Midshipman Steve Young recalls the day he received a letter and a facsimile check from the Navy when he was a high school senior. “The letter said, ‘Stanford costs a hundred thousand dollars; ROTC will pay for it,’” says Young, ’03. In return, Young agreed to an eight-year military commitment, including four years immediately following graduation.

All the Stanford ROTC students interviewed for this story acknowledged that the money was an important incentive, but said they would not have chosen ROTC if they hadn’t felt drawn to military service.

“I believe in honor and duty,” says junior Melissa Corley, an Air Force cadet. “And I feel that being involved in something big will give me a much broader opportunity to make a difference.”

To Gary Hernandez, the military is a unique opportunity.

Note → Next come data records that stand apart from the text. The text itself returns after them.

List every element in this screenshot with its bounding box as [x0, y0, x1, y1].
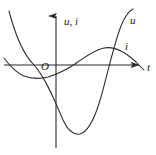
- u-curve-label: u: [130, 15, 136, 26]
- i-curve-label: i: [125, 41, 128, 52]
- y-axis-label: u, i: [64, 16, 78, 27]
- x-axis-label: t: [147, 62, 150, 73]
- origin-label: O: [41, 61, 49, 72]
- u-curve: [9, 9, 133, 134]
- waveform-figure: u, i t u i O: [0, 0, 156, 155]
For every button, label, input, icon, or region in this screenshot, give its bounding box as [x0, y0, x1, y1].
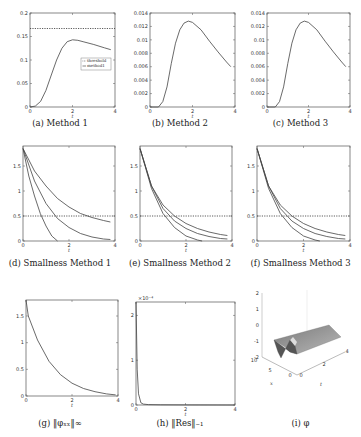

He says that when he receives his officer’s commission upon graduation, he is likely to be put in charge of 40 enlisted men and millions of dollars’ worth of military equipment. “There is nowhere else in our society where you can get that much responsibility at 22,” he says.

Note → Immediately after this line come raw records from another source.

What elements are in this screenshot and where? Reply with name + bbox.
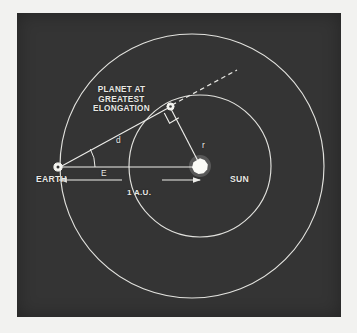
segment-d-line <box>60 107 170 167</box>
planet-marker-inner <box>169 105 172 108</box>
au-arrowhead-right <box>193 177 201 183</box>
figure-page: PLANET AT GREATEST ELONGATION EARTH SUN … <box>0 0 357 333</box>
right-angle-marker <box>164 113 179 123</box>
elongation-diagram <box>17 13 341 317</box>
earth-label: EARTH <box>36 174 67 184</box>
planet-label-line3: ELONGATION <box>93 104 150 113</box>
segment-r-label: r <box>202 141 205 151</box>
line-of-sight-dashed <box>172 70 237 105</box>
sun-label: SUN <box>230 174 249 184</box>
earth-marker-inner <box>57 166 60 169</box>
planet-label-line2: GREATEST <box>98 95 144 104</box>
distance-au-label: 1 A.U. <box>127 188 151 197</box>
diagram-panel: PLANET AT GREATEST ELONGATION EARTH SUN … <box>17 13 341 317</box>
angle-e-arc <box>90 149 95 167</box>
angle-e-label: E <box>101 169 107 179</box>
planet-label: PLANET AT GREATEST ELONGATION <box>93 85 150 114</box>
segment-d-label: d <box>116 136 121 146</box>
planet-label-line1: PLANET AT <box>98 85 146 94</box>
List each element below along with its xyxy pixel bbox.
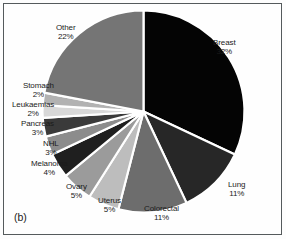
pie-slice-other[interactable] [44,11,143,112]
pie-chart-svg [0,0,286,239]
pie-chart: Breast 32% Lung 11% Colorectal 11% Uteru… [0,0,286,239]
pie-slice-group [43,10,245,212]
panel-label: (b) [14,211,27,223]
figure-panel: Breast 32% Lung 11% Colorectal 11% Uteru… [0,0,286,239]
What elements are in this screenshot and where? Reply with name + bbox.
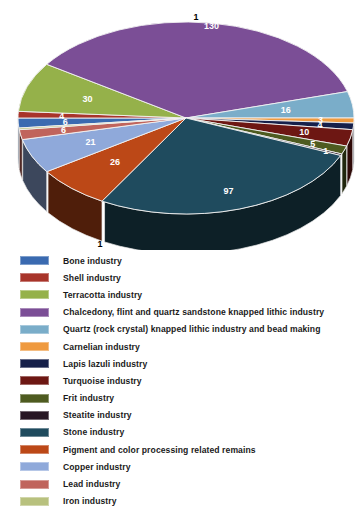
legend-swatch [20,462,49,471]
pie-slice-value-label: 30 [82,94,92,104]
pie-slice-value-label: 4 [317,120,322,130]
legend-item-label: Lapis lazuli industry [63,359,147,369]
pie-slice-value-label: 6 [61,125,66,135]
legend-item[interactable]: Pigment and color processing related rem… [0,441,360,458]
legend-item-label: Turquoise industry [63,376,142,386]
legend-item[interactable]: Carnelian industry [0,338,360,355]
legend-item-label: Iron industry [63,496,117,506]
legend-swatch [20,308,49,317]
legend-swatch [20,480,49,489]
pie-slice-value-label: 10 [299,127,309,137]
legend-item[interactable]: Turquoise industry [0,372,360,389]
legend-swatch [20,376,49,385]
legend-item-label: Carnelian industry [63,342,140,352]
legend-item[interactable]: Terracotta industry [0,286,360,303]
pie-slice-value-label: 16 [281,105,291,115]
pie-slice-value-label-lead: 1 [193,12,198,22]
pie-slice-value-label: 130 [204,21,219,31]
pie-top-faces [18,22,354,214]
pie-slice-value-label: 5 [310,139,315,149]
legend-item[interactable]: Steatite industry [0,407,360,424]
pie-slice-value-label: 26 [110,157,120,167]
legend-swatch [20,411,49,420]
legend-item-label: Stone industry [63,427,124,437]
legend-swatch [20,445,49,454]
pie-slice-value-label: 4 [59,111,64,121]
pie-chart-svg: 6430130163410519726216111 [0,0,360,250]
pie-slice-value-label: 21 [85,137,95,147]
legend-item[interactable]: Shell industry [0,269,360,286]
legend-swatch [20,428,49,437]
pie-slice-value-label: 1 [323,146,328,156]
legend-swatch [20,325,49,334]
legend-item[interactable]: Stone industry [0,424,360,441]
legend-item-label: Steatite industry [63,410,132,420]
legend-swatch [20,359,49,368]
legend-item[interactable]: Iron industry [0,493,360,510]
legend-item-label: Copper industry [63,462,131,472]
legend-item-label: Terracotta industry [63,290,142,300]
legend-swatch [20,273,49,282]
legend-item[interactable]: Frit industry [0,390,360,407]
legend-item-label: Chalcedony, flint and quartz sandstone k… [63,307,324,317]
legend-swatch [20,290,49,299]
legend-item-label: Pigment and color processing related rem… [63,445,256,455]
legend-swatch [20,256,49,265]
legend-item-label: Bone industry [63,256,122,266]
legend-item[interactable]: Chalcedony, flint and quartz sandstone k… [0,304,360,321]
legend-item[interactable]: Quartz (rock crystal) knapped lithic ind… [0,321,360,338]
legend-item[interactable]: Copper industry [0,458,360,475]
legend-swatch [20,342,49,351]
legend-item[interactable]: Lapis lazuli industry [0,355,360,372]
legend-item-label: Shell industry [63,273,121,283]
pie-slice-value-label-iron: 1 [97,239,102,249]
legend-item[interactable]: Bone industry [0,252,360,269]
pie-chart: 6430130163410519726216111 [0,0,360,250]
legend-swatch [20,394,49,403]
legend-item-label: Quartz (rock crystal) knapped lithic ind… [63,324,321,334]
pie-slice-value-label: 97 [224,186,234,196]
legend-item-label: Frit industry [63,393,114,403]
legend-item-label: Lead industry [63,479,120,489]
legend-swatch [20,497,49,506]
legend-item[interactable]: Lead industry [0,475,360,492]
chart-legend: Bone industryShell industryTerracotta in… [0,252,360,510]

Alex Pagon in uniform charging with a weaponON BOARD: Freshman Alex Pagon is one of 24 Stanford students in ROTC.

 

“Stanford ROTC students aren’t the types who want to live in the mud and kill people,” adds Hernandez. “We want to be the people making plans, building stuff and using our brains to make the world safer.”

Among Stanford’s peer schools, Princeton and MIT still have accredited ROTC programs on campus. At Harvard, which eliminated its onsite ROTC program in 1969, a group of alumni and donors has petitioned the university to reinstate it.

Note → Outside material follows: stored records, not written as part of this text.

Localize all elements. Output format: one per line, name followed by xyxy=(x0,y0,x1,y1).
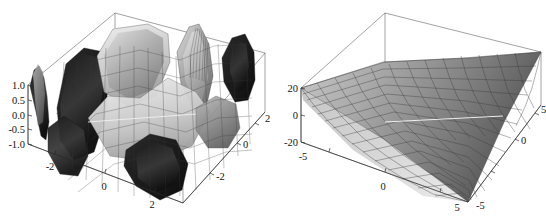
left-z-tick-4: -0.5 xyxy=(8,124,25,135)
right-z-tick-1: 20 xyxy=(288,83,299,94)
left-plot-z-axis xyxy=(28,85,32,145)
left-x-tick-3: 2 xyxy=(149,199,154,210)
right-y-tick-1: 5 xyxy=(541,104,546,115)
left-y-tick-2: 0 xyxy=(243,139,248,150)
figure-container: 1.0 0.5 0.0 -0.5 -1.0 -2 0 2 xyxy=(0,0,546,216)
right-surface-plot: 20 0 -20 -5 0 5 xyxy=(273,0,546,216)
right-y-tick-2: 0 xyxy=(521,135,526,146)
right-x-tick-2: 0 xyxy=(380,181,385,192)
right-x-tick-1: -5 xyxy=(299,151,308,162)
left-z-tick-3: 0.0 xyxy=(12,110,25,121)
right-y-tick-3: -5 xyxy=(476,200,485,211)
left-plot-svg: 1.0 0.5 0.0 -0.5 -1.0 -2 0 2 xyxy=(0,0,273,216)
left-z-tick-2: 0.5 xyxy=(12,95,25,106)
left-z-tick-5: -1.0 xyxy=(8,139,25,150)
left-x-tick-2: 0 xyxy=(101,181,106,192)
right-z-tick-3: -20 xyxy=(284,137,298,148)
left-y-tick-3: -2 xyxy=(216,171,225,182)
left-x-tick-1: -2 xyxy=(46,161,55,172)
left-surface-plot: 1.0 0.5 0.0 -0.5 -1.0 -2 0 2 xyxy=(0,0,273,216)
right-x-tick-3: 5 xyxy=(454,202,459,213)
right-plot-svg: 20 0 -20 -5 0 5 xyxy=(273,0,546,216)
left-y-tick-1: 2 xyxy=(265,113,270,124)
right-surface-body xyxy=(301,52,541,202)
left-z-tick-1: 1.0 xyxy=(12,80,25,91)
right-z-tick-2: 0 xyxy=(293,110,298,121)
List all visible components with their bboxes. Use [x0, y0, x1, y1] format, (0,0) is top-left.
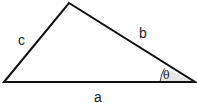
triangle-diagram: c b a θ — [0, 0, 197, 103]
angle-theta-label: θ — [163, 69, 170, 82]
side-a-label: a — [94, 89, 102, 103]
side-c-label: c — [18, 32, 25, 48]
side-b-label: b — [139, 25, 147, 41]
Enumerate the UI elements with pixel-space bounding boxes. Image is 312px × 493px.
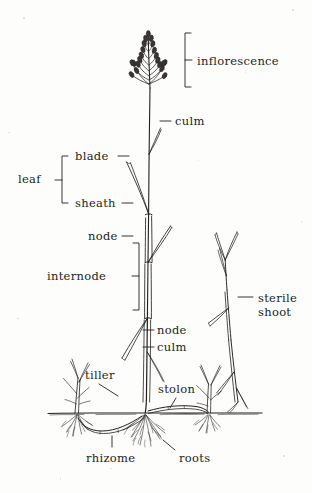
label-sheath: sheath [75, 197, 116, 210]
leaf-bracket [62, 156, 68, 203]
label-node-lower: node [157, 324, 187, 337]
stolon-tip-shoot-part [197, 365, 222, 413]
label-roots: roots [179, 452, 210, 465]
grass-morphology-figure [0, 0, 312, 493]
inflorescence-part [128, 30, 168, 88]
label-tiller: tiller [85, 369, 115, 382]
label-internode: internode [47, 270, 106, 283]
label-node-upper: node [88, 230, 118, 243]
tiller-leader [99, 384, 118, 396]
label-culm-lower: culm [157, 341, 187, 354]
label-rhizome: rhizome [86, 452, 135, 465]
roots-part [62, 415, 221, 447]
roots-leader [163, 440, 175, 450]
label-stolon: stolon [158, 383, 195, 396]
soil-line-part [48, 413, 262, 415]
label-culm-upper: culm [175, 115, 205, 128]
sterile-shoot-part [209, 232, 248, 413]
label-leaf: leaf [18, 173, 41, 186]
stolon-part [148, 405, 209, 413]
diagram-page: inflorescence culm leaf blade sheath nod… [0, 0, 312, 493]
internode-bracket [133, 243, 139, 310]
label-sterile-shoot: sterile shoot [258, 291, 297, 319]
rhizome-part [78, 416, 144, 434]
culm-part [145, 88, 150, 413]
label-blade: blade [75, 150, 109, 163]
label-inflorescence: inflorescence [197, 55, 279, 68]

There is no such effort under way at Stanford. If there were, it would face significant opposition from several quarters. “ROTC represents a group of pseudo-faculty preparing students for war and training them to kill, and that is fundamentally unacceptable at a university,” says Bernstein.

“I understand that there are times when society wants militaristic approaches to problems, but I don’t think it’s the place of first-rate universities to feed those desires,” says Cecilia Ridgeway, a professor of sociology and a Faculty Senate member. “Universities are about solving problems through discussion, not military approaches.”

Some supporters of gay rights say allowing ROTC back on campus would violate the University’s own antidiscrimination rules. “The events of September 11 do not change the fundamental fact that Stanford’s nondiscrimination policy directly contradicts the military’s ‘don’t ask, don’t tell’ policy,” says C. Dixon Osburn, ’87, executive director of Servicemembers Legal Defense, an advocacy group for gays in the military.

For its part, the military believes that Stanford has an obligation to reconsider. “I think Stanford has a responsibility not only to support the career choices of its students, but also to [support] society at large,” says Col. Gus Anderson, department chair of the Army ROTC program. “When you look at the national budget, the largest item is the military. If we don’t use that money intelligently and have really smart people managing it, we could screw things up pretty badly.”

ROTC students echo Anderson’s sentiments, but not all of their arguments are philosophical. “In a lot of ways, it’s fun,” says Hernandez of his service. “So what if I miss a frat party because of the Army: I’m out shooting an M-16. You don’t get to do that every day.”


Joshua Davis, ’96, is a writer and filmmaker in San Francisco.